Formula [ver 1.1]
Ryoji Ikeda
Exploring the interplay between punk sinewave aggression, high-speed video sequences and stroboscopic lighting
Arika have been creating events since 2001. The Archive is space to share the documentation of our work, over 600 events from the past 20 years. Browse the archive by event, artists and collections, explore using theme pairs, or use the index for a comprehensive overview.
Exploring the interplay between punk sinewave aggression, high-speed video sequences and stroboscopic lighting
Everyday objects and materials (rubber bands, paper, a sink, microphones) disabused of their inertia and made to speak for themselves in a kind of focusing in on the tiny, repetitive, almost unobserved (sonic/ visual) potential of everyday things put into motion.
Munehiro Narita’s Kyoaku No Intention (Worst Intentions) fired out some of the most compelling no-wave improvised rock of the 80s.
There are core ways in which our listening to the radio differs from other kinds of listening. What happens when we pay attention to how we pay attention?
A programme of discontinuity between narration, text and image. Including Manual Saiz’s employment of John Malkovich’s Spanish dubbing double and Peter Rose’s absurdly hilarious concrete poetry subtitling chaos.
Cask-strength electrohypnol/ shroom damaged folk croonings by Lapsed Electronics empire builder responsible for recent Tremors blowouts.
A chat with Eugene Thacker. Can we rethink the world as unthinkable, and without us?
A collaborative social justice project that uses art, activism and awareness to combat the systemic oppression facing young, trans, queer & gender nonconforming people of colour.
A community of those without community, for a community to come. A schizo-scenic video-collage of the disturbing ‘normality’ of Moby Dick.
Power-electronic klutz behaviour indecipherable blasphemies, cuts, bruises and broken microphones by Kovorox Sound head-honcho Lea Cummings.
First live show outside the USA featuring one-off film pieces and live theatre from the ringleaders of the ‘weird new America’ psych folk explosion.
A panel exploring the radical potential of technologies through fugitivity and opacity: their ability to obscure, to make it impossible for us to be known, to render us untraceable by every arm of the state even under the all-consuming spectre of surveillance capital.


## Exercise
Check each line of the records below and collect those that include the word "overwinters".

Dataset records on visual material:
Content starts

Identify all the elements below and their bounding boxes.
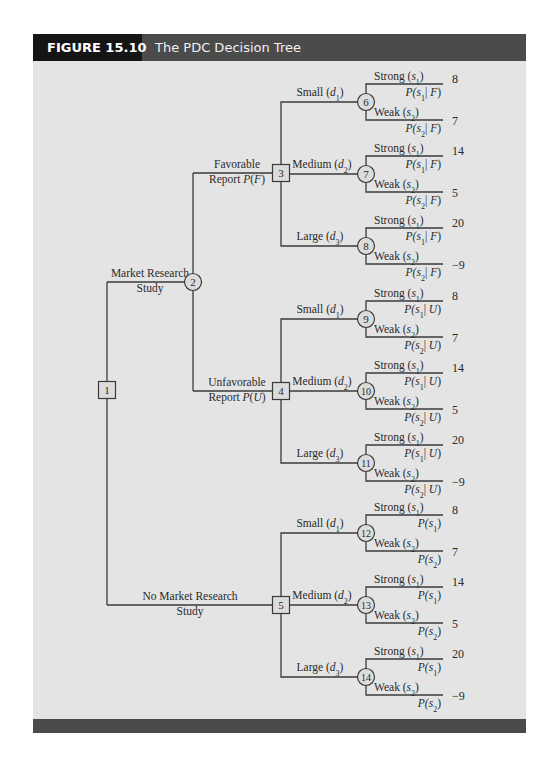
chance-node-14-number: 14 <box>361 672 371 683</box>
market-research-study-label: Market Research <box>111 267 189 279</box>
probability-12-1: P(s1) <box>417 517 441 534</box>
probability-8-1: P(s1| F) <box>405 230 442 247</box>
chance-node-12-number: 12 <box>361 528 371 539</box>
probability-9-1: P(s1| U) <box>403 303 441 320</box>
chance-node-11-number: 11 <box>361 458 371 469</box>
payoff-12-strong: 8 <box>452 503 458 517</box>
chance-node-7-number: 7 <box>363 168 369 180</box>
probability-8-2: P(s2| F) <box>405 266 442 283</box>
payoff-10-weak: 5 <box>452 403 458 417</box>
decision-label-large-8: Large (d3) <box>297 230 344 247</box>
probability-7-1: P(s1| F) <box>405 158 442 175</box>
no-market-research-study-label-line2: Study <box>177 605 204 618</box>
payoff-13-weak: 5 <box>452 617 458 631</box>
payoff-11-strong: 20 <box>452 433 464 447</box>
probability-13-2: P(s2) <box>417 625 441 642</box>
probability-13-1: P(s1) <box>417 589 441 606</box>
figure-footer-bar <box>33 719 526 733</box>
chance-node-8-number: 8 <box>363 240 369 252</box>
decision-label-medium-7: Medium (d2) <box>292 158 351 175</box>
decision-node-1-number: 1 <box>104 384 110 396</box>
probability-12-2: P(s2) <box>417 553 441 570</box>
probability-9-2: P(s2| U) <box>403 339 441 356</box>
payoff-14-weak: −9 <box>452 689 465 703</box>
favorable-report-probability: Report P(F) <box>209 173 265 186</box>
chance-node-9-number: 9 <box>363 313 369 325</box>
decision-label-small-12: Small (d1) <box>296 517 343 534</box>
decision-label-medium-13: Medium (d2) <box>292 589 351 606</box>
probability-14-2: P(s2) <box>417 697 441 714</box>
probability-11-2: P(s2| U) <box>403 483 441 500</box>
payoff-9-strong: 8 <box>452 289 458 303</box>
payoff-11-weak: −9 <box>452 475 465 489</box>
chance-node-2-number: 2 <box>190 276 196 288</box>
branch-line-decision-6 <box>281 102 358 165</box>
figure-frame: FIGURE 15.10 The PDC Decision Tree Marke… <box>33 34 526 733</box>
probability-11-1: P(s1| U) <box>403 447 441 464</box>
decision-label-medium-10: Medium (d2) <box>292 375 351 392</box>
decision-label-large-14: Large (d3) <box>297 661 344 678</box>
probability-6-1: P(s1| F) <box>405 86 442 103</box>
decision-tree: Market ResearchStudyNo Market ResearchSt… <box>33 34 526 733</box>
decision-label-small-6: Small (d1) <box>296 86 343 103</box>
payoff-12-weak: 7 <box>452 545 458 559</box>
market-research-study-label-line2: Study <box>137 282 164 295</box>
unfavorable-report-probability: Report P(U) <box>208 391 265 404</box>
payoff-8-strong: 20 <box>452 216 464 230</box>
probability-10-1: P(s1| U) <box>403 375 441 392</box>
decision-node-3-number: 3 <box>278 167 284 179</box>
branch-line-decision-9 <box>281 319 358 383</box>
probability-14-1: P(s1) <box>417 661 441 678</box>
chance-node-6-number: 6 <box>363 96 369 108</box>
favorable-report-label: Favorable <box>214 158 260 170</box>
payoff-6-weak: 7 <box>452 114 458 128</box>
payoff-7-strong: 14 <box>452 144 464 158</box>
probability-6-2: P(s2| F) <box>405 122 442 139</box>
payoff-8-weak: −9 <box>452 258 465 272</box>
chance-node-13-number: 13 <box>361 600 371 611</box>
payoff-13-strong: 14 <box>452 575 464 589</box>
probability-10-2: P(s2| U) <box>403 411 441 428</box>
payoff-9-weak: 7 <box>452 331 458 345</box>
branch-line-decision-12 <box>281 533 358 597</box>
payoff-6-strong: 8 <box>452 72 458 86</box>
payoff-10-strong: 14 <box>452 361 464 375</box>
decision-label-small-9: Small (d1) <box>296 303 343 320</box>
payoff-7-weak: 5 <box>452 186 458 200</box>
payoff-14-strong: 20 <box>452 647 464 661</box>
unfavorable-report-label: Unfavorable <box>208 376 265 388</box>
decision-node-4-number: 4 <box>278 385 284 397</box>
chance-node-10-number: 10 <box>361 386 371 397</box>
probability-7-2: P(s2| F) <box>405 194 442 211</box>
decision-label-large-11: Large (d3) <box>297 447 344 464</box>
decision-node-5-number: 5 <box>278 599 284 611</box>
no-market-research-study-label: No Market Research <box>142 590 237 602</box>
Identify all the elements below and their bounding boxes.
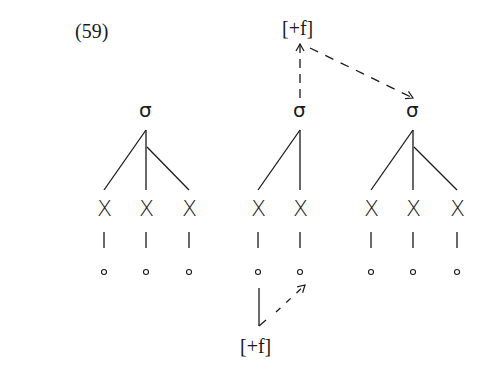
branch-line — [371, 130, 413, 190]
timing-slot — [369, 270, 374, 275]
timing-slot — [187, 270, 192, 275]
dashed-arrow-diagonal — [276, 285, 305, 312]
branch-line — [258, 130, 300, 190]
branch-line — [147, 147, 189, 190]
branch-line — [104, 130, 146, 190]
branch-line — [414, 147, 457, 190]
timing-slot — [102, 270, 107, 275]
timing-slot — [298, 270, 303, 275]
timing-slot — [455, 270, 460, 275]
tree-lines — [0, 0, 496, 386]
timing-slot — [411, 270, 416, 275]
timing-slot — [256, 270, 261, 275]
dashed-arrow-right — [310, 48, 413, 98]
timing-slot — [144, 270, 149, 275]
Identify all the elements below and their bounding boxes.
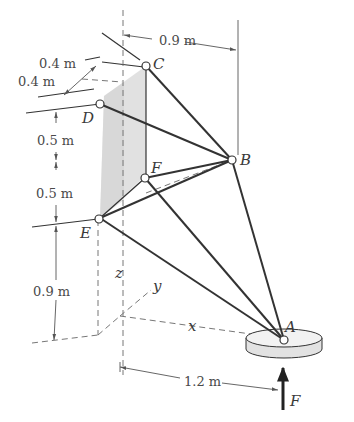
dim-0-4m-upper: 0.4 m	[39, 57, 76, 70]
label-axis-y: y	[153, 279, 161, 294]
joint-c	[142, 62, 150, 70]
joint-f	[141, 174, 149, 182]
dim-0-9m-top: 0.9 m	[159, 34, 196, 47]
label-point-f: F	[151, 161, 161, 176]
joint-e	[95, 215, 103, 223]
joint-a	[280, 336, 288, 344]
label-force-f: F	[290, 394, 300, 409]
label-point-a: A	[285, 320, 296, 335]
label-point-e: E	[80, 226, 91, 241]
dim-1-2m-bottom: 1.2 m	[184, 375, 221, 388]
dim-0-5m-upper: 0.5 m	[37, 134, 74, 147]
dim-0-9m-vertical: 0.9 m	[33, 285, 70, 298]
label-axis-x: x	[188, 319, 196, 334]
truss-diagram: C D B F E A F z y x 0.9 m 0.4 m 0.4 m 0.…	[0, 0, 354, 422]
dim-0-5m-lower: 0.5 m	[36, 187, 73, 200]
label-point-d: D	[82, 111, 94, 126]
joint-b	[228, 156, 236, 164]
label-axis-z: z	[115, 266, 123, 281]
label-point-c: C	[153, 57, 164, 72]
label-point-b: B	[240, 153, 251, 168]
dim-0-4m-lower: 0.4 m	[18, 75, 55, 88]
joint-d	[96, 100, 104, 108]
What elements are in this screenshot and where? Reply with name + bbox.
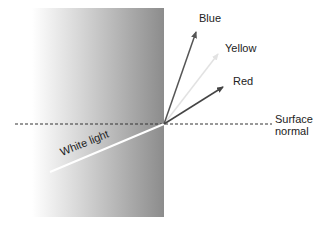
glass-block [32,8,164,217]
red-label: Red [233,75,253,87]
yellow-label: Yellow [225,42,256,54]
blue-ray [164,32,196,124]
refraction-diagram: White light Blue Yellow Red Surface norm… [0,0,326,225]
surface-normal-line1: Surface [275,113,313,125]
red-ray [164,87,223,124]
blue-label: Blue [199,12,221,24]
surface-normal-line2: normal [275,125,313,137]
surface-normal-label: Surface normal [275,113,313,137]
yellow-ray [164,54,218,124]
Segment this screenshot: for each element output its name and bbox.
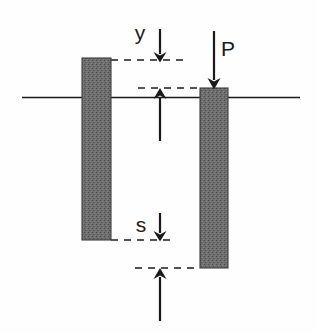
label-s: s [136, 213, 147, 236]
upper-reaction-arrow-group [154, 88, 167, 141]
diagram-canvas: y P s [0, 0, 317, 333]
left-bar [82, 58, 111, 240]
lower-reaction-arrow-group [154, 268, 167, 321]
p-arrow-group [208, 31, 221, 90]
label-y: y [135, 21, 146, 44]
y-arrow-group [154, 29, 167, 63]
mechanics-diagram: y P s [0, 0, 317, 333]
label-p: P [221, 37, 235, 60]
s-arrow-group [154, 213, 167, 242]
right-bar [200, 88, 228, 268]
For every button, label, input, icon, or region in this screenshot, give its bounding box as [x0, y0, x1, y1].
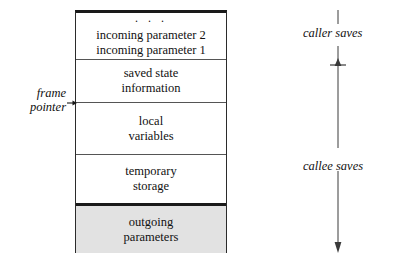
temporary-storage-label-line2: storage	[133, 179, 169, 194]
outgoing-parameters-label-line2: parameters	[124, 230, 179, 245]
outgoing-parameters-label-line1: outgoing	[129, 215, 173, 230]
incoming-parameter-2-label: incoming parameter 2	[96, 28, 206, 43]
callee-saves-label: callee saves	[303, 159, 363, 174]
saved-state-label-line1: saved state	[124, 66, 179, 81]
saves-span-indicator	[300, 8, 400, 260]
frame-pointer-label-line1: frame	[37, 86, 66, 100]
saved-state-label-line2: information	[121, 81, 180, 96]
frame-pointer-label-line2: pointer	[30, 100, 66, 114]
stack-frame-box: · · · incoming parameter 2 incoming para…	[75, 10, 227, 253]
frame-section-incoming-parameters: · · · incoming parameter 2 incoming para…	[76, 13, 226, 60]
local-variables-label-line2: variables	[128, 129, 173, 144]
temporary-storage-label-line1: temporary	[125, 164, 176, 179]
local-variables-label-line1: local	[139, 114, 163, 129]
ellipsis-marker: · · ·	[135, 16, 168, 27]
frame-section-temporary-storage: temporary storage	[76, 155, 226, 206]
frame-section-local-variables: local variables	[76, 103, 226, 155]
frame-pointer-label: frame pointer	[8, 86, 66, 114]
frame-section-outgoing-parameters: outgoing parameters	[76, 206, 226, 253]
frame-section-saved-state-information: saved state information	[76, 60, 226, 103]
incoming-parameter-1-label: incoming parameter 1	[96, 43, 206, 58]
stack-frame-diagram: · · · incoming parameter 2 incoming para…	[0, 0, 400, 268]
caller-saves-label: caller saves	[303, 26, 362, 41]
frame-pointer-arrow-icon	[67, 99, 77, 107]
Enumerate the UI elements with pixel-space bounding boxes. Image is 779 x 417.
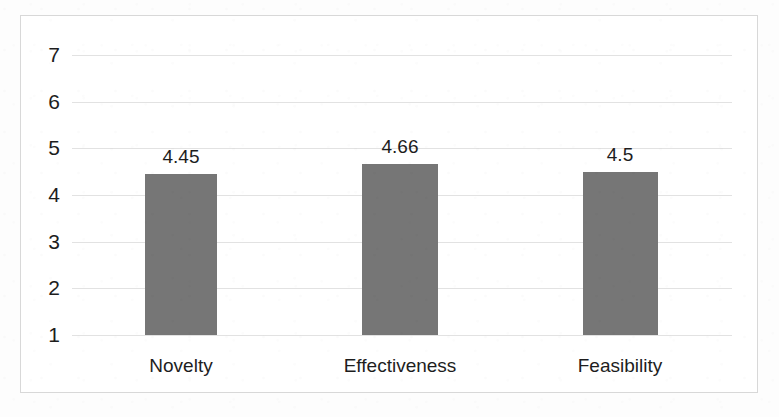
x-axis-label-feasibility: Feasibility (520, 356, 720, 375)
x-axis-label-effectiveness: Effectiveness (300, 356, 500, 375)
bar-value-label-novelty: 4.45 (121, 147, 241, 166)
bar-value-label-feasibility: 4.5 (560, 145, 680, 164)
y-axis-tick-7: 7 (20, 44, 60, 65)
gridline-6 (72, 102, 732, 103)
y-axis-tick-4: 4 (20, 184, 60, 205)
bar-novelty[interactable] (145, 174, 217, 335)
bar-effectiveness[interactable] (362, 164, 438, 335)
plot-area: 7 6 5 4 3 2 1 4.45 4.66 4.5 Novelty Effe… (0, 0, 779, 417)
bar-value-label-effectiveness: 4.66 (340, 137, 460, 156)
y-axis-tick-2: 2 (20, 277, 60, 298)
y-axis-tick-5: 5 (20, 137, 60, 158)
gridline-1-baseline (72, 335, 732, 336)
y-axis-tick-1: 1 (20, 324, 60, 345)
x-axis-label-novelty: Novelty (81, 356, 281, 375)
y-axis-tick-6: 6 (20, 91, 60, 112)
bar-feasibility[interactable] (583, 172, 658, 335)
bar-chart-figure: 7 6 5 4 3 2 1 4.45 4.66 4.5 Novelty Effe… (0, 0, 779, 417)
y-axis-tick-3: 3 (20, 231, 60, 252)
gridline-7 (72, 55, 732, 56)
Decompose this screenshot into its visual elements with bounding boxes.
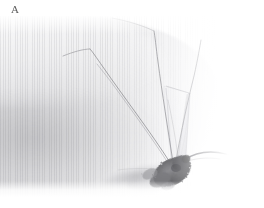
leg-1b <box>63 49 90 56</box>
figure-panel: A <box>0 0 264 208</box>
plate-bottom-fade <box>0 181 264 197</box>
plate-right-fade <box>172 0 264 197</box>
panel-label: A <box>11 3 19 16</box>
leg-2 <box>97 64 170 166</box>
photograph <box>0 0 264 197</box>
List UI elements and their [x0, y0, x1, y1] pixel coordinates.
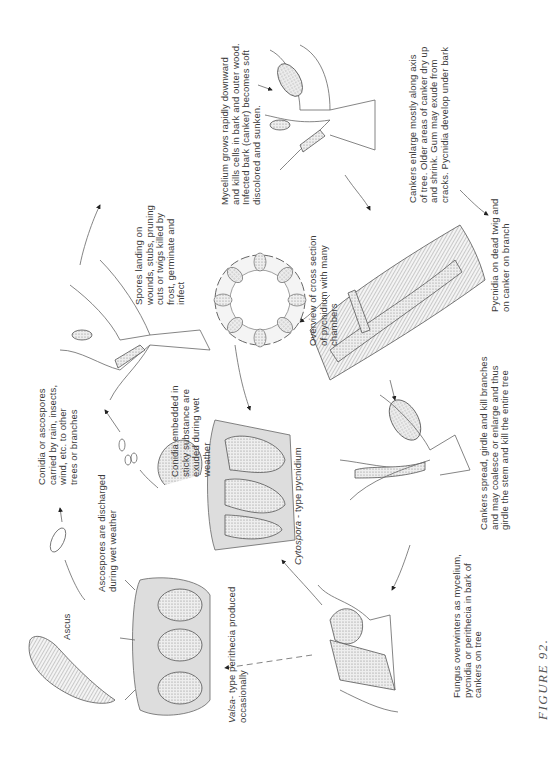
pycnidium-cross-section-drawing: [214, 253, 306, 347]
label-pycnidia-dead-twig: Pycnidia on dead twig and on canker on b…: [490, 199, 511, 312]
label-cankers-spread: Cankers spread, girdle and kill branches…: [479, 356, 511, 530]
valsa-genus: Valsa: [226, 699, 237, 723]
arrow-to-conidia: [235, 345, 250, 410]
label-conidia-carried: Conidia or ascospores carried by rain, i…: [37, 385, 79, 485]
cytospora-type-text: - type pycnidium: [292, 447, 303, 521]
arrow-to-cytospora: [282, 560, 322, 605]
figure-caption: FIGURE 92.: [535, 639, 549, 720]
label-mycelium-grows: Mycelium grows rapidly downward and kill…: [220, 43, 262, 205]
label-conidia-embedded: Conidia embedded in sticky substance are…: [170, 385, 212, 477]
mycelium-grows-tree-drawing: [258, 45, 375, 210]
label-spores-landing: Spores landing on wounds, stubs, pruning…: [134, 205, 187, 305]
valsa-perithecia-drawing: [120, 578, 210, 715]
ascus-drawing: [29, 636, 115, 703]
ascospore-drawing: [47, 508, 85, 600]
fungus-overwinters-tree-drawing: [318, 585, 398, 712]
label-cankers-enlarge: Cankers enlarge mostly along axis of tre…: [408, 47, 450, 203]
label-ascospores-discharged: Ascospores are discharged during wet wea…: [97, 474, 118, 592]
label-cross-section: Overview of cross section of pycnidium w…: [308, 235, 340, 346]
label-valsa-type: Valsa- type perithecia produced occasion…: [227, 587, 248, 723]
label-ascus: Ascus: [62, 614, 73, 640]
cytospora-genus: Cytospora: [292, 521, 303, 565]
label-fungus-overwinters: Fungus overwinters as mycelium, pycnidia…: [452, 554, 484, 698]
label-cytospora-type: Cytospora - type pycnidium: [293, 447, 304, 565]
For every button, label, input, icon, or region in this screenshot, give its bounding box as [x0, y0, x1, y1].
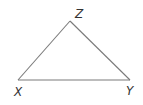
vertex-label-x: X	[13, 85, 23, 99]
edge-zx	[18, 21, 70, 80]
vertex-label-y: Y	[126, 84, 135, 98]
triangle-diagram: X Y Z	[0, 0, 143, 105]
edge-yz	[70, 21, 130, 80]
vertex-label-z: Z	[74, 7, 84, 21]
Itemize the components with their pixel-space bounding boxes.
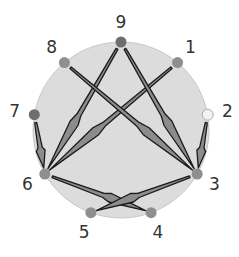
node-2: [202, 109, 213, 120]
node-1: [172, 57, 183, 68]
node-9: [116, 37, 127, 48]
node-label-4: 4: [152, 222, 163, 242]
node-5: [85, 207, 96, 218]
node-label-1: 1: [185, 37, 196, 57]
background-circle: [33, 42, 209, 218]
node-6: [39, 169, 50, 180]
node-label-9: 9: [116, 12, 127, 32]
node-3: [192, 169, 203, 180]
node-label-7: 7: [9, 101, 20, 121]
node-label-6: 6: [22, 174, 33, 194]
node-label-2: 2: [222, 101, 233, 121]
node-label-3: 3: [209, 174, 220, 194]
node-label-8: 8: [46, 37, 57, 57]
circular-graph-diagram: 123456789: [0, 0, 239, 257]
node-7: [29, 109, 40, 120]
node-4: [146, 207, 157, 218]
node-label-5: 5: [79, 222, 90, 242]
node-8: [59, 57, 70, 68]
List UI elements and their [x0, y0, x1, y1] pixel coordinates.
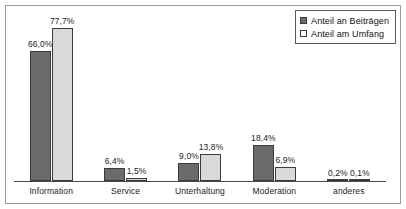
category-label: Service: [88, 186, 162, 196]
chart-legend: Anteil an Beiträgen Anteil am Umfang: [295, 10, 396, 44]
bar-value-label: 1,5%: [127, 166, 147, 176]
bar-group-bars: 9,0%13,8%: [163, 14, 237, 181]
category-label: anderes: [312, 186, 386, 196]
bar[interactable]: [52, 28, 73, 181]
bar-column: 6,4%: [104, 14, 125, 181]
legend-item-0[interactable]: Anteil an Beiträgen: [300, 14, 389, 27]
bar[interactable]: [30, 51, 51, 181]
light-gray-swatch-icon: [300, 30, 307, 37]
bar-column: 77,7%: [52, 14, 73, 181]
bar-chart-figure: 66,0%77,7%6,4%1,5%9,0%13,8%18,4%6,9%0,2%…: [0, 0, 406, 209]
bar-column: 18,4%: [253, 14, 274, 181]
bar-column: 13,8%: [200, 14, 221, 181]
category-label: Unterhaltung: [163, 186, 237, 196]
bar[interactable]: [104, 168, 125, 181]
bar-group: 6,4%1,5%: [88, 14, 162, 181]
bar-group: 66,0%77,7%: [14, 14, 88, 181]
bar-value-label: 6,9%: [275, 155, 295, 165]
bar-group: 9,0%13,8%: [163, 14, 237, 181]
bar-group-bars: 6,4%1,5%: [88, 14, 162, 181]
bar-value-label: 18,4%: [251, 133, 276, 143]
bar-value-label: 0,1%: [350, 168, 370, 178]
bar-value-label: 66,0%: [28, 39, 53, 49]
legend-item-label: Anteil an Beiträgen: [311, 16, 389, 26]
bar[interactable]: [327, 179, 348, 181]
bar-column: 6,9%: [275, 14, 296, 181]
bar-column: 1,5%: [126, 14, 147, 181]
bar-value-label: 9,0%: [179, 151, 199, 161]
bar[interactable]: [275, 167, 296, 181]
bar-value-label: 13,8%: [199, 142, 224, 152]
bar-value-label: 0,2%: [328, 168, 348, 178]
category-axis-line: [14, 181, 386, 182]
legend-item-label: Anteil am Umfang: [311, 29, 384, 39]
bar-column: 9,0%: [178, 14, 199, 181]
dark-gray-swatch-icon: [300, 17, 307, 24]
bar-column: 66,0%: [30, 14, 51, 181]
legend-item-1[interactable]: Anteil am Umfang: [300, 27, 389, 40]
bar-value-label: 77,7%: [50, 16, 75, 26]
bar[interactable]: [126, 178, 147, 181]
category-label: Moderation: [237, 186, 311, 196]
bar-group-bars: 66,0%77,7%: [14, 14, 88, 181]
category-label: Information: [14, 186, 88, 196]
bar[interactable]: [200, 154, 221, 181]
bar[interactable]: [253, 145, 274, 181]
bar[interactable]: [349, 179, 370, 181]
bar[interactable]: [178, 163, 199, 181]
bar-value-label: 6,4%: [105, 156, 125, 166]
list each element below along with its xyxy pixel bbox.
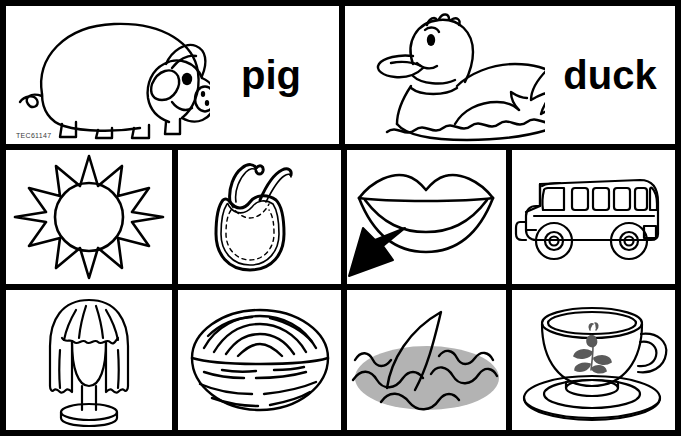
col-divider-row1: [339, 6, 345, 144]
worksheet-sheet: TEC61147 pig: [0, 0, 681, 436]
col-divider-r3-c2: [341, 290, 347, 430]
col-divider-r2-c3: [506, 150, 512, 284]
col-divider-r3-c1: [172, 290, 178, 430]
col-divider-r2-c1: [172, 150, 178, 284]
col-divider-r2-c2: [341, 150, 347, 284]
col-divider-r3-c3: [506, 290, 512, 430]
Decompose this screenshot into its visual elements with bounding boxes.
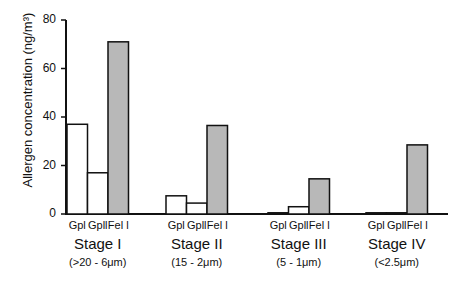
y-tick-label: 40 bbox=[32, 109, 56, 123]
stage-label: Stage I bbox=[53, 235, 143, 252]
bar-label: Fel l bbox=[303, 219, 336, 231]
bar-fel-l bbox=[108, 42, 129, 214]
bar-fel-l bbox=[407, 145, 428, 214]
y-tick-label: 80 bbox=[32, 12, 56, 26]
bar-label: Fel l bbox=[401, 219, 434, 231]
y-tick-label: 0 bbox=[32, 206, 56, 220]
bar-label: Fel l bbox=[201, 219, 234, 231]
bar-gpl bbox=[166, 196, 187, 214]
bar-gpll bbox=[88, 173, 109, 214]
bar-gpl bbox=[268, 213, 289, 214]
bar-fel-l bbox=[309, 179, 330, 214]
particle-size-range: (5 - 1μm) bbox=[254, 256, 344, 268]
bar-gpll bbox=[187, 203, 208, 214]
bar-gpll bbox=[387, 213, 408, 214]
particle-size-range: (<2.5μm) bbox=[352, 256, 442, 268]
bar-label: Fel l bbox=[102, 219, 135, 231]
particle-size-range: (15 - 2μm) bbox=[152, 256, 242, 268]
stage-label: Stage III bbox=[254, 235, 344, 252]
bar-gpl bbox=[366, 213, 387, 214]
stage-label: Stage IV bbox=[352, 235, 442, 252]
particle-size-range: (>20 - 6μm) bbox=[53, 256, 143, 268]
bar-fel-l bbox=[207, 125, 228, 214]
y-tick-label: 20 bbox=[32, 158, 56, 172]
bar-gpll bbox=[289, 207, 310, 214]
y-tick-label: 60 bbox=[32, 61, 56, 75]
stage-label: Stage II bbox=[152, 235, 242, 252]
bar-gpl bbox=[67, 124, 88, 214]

Content ends

## Result of this exercise
fungus-overwinters-tree-drawing: [318, 585, 398, 712]
label-fungus-overwinters: Fungus overwinters as mycelium, pycnidia…: [452, 554, 484, 698]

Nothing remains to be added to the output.